# Your instructions:
From the line containing "Image resolution: width=688" to the end of the records below, both included, every line should be repeated exactly; pictures should be dropped.

Recorded data:
------------------------------------------------

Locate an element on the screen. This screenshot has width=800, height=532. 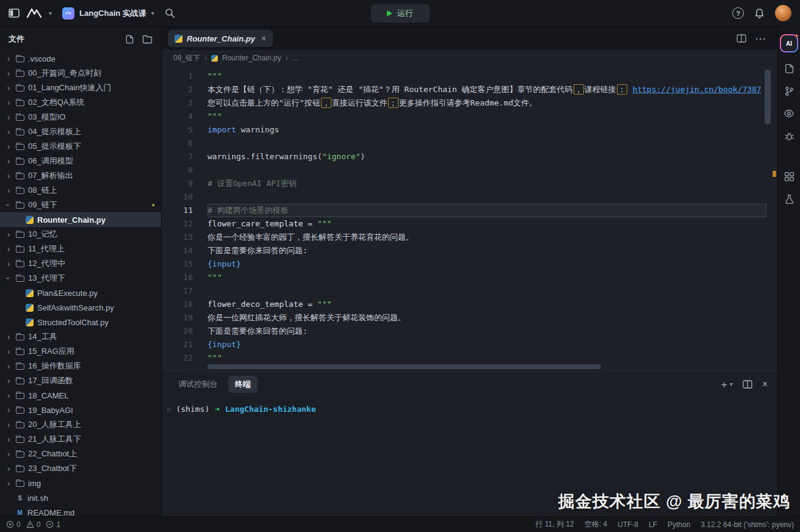
code-line-11: 11# 构建两个场景的模板 is located at coordinates (470, 210).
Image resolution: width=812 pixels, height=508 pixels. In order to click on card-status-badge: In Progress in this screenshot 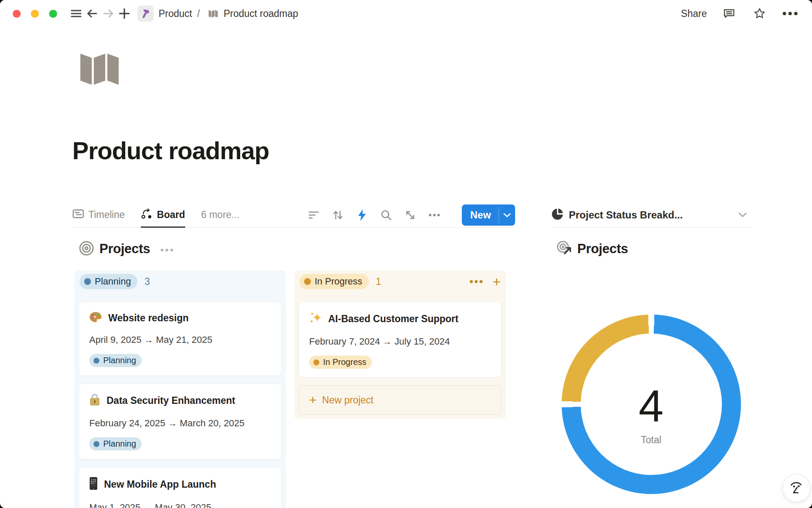, I will do `click(340, 362)`.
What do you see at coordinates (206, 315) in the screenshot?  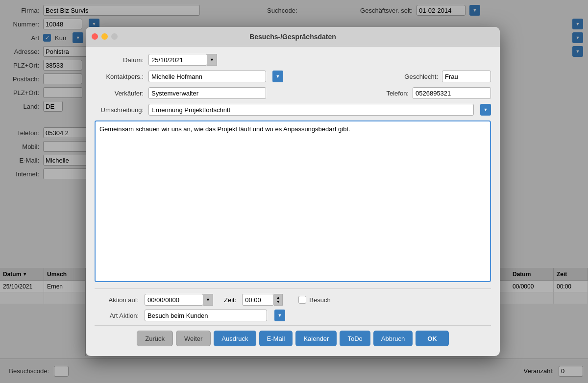 I see `art-aktion-input` at bounding box center [206, 315].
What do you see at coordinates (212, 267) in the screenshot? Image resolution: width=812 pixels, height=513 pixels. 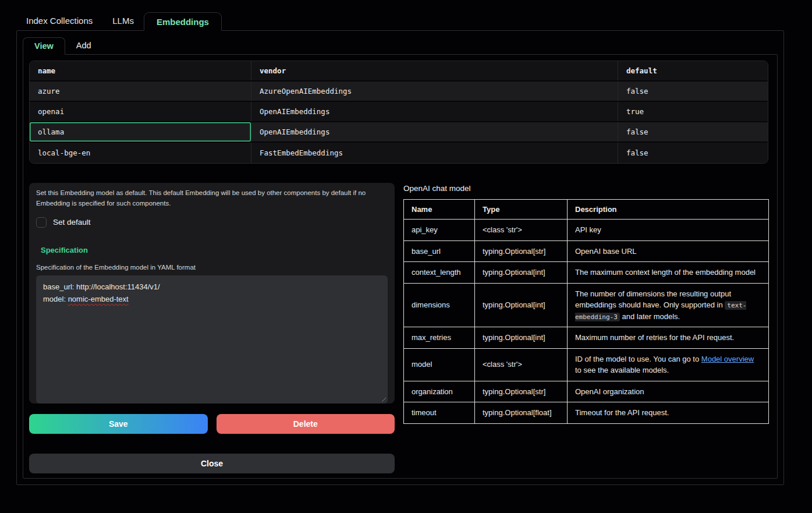 I see `specification-subtitle: Specification of the Embedding model in …` at bounding box center [212, 267].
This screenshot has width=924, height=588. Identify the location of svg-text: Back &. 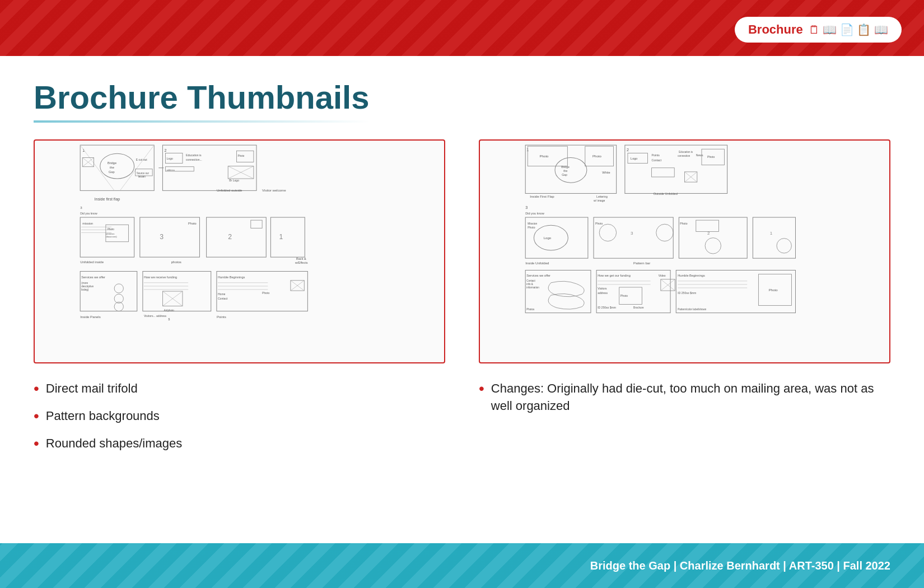
(301, 259).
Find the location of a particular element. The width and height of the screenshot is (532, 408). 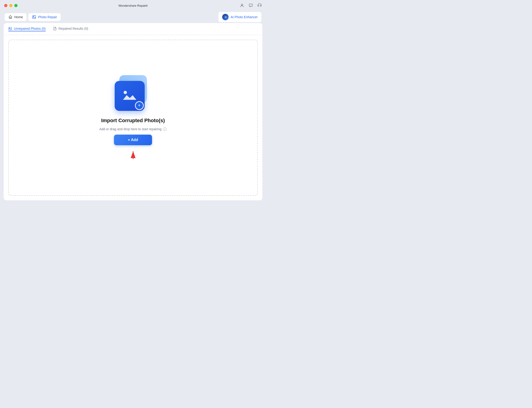

ai-icon: AI is located at coordinates (226, 17).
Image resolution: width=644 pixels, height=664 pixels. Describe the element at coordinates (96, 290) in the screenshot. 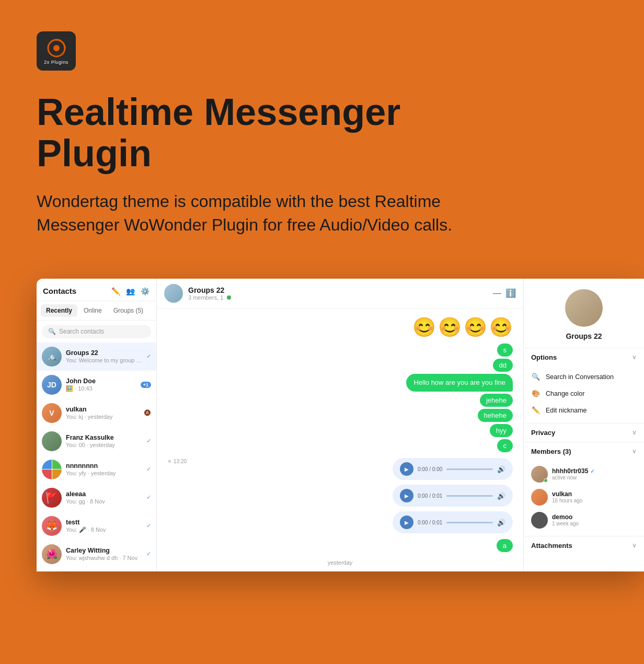

I see `contacts-header: Contacts ✏️ 👥 ⚙️` at that location.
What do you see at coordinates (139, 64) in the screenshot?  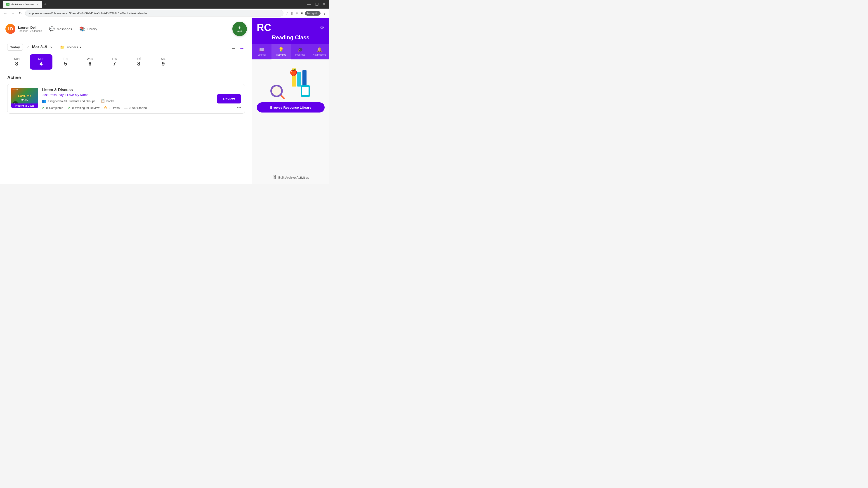 I see `day-number-fri: 8` at bounding box center [139, 64].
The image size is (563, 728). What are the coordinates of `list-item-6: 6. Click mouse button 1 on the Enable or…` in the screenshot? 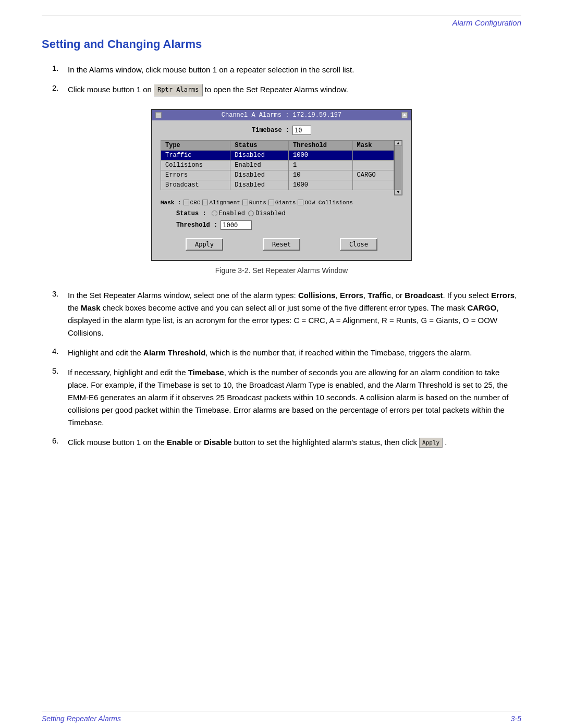 It's located at (282, 442).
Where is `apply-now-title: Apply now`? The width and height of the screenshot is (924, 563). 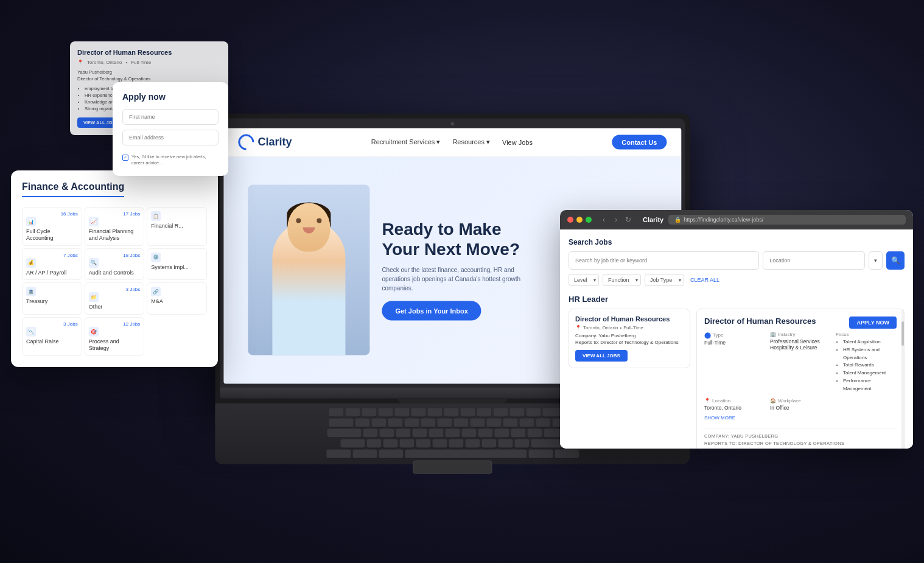
apply-now-title: Apply now is located at coordinates (170, 97).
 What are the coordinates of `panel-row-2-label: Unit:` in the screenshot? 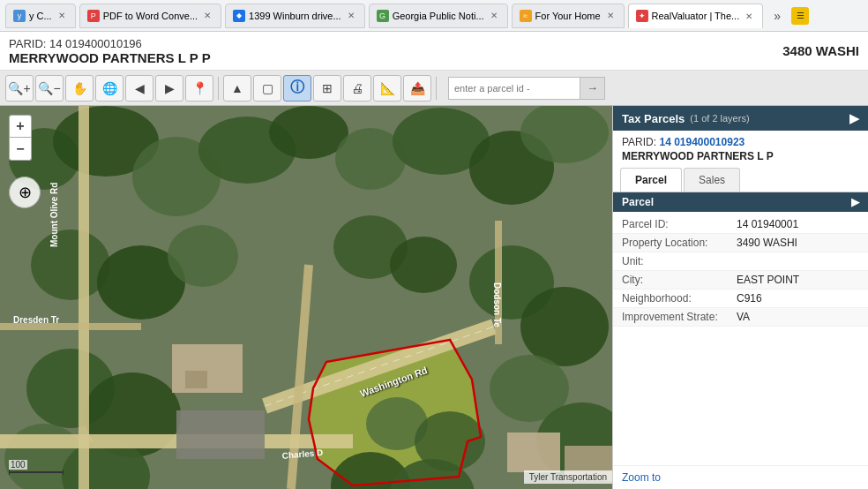 It's located at (679, 261).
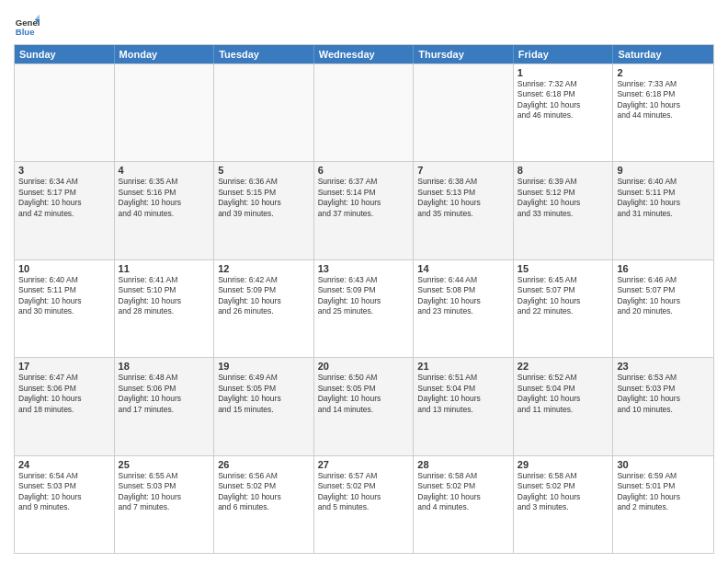 The image size is (728, 563). Describe the element at coordinates (265, 54) in the screenshot. I see `day-of-week-header: Tuesday` at that location.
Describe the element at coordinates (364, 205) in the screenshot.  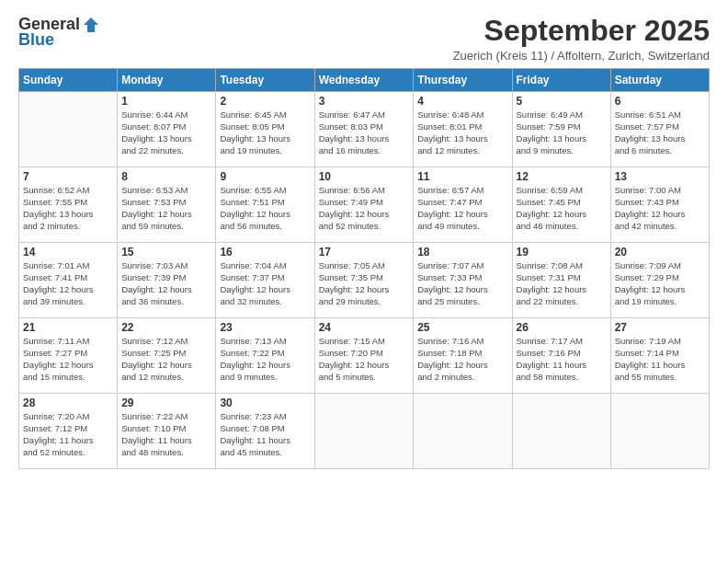
I see `calendar-week-row: 7Sunrise: 6:52 AM Sunset: 7:55 PM Daylig…` at that location.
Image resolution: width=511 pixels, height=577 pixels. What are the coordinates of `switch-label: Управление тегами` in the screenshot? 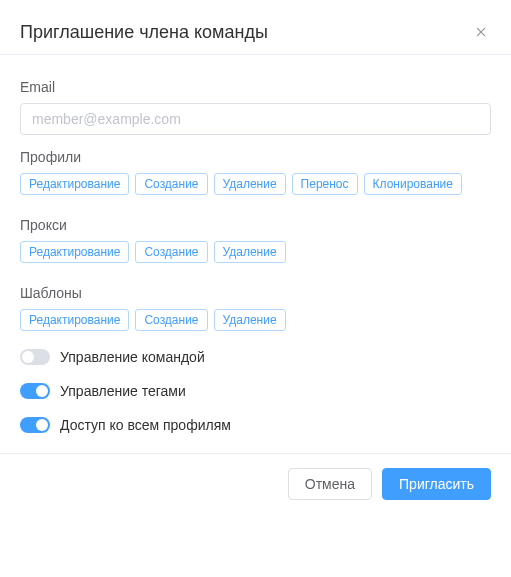 It's located at (123, 391).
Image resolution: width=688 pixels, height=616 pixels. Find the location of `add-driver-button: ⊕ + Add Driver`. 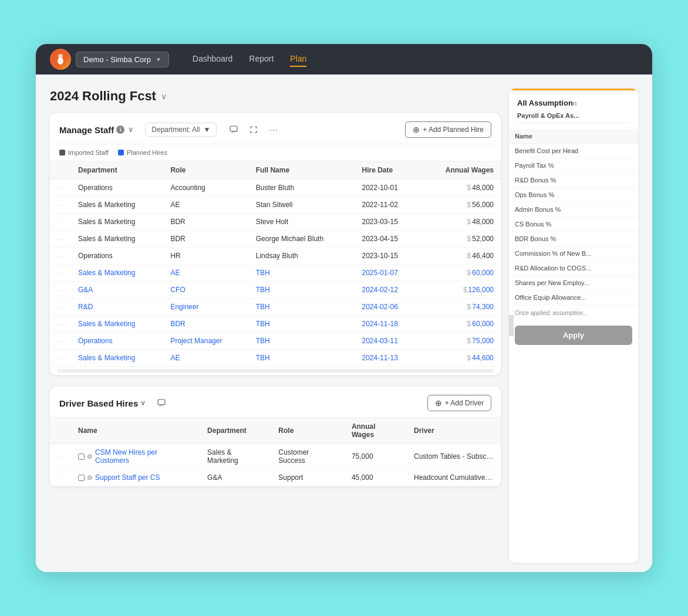

add-driver-button: ⊕ + Add Driver is located at coordinates (459, 403).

------------------------------------------------

# Response for this exercise:
Image resolution: width=688 pixels, height=616 pixels. Find the location of `add-driver-button: ⊕ + Add Driver`. 

add-driver-button: ⊕ + Add Driver is located at coordinates (459, 403).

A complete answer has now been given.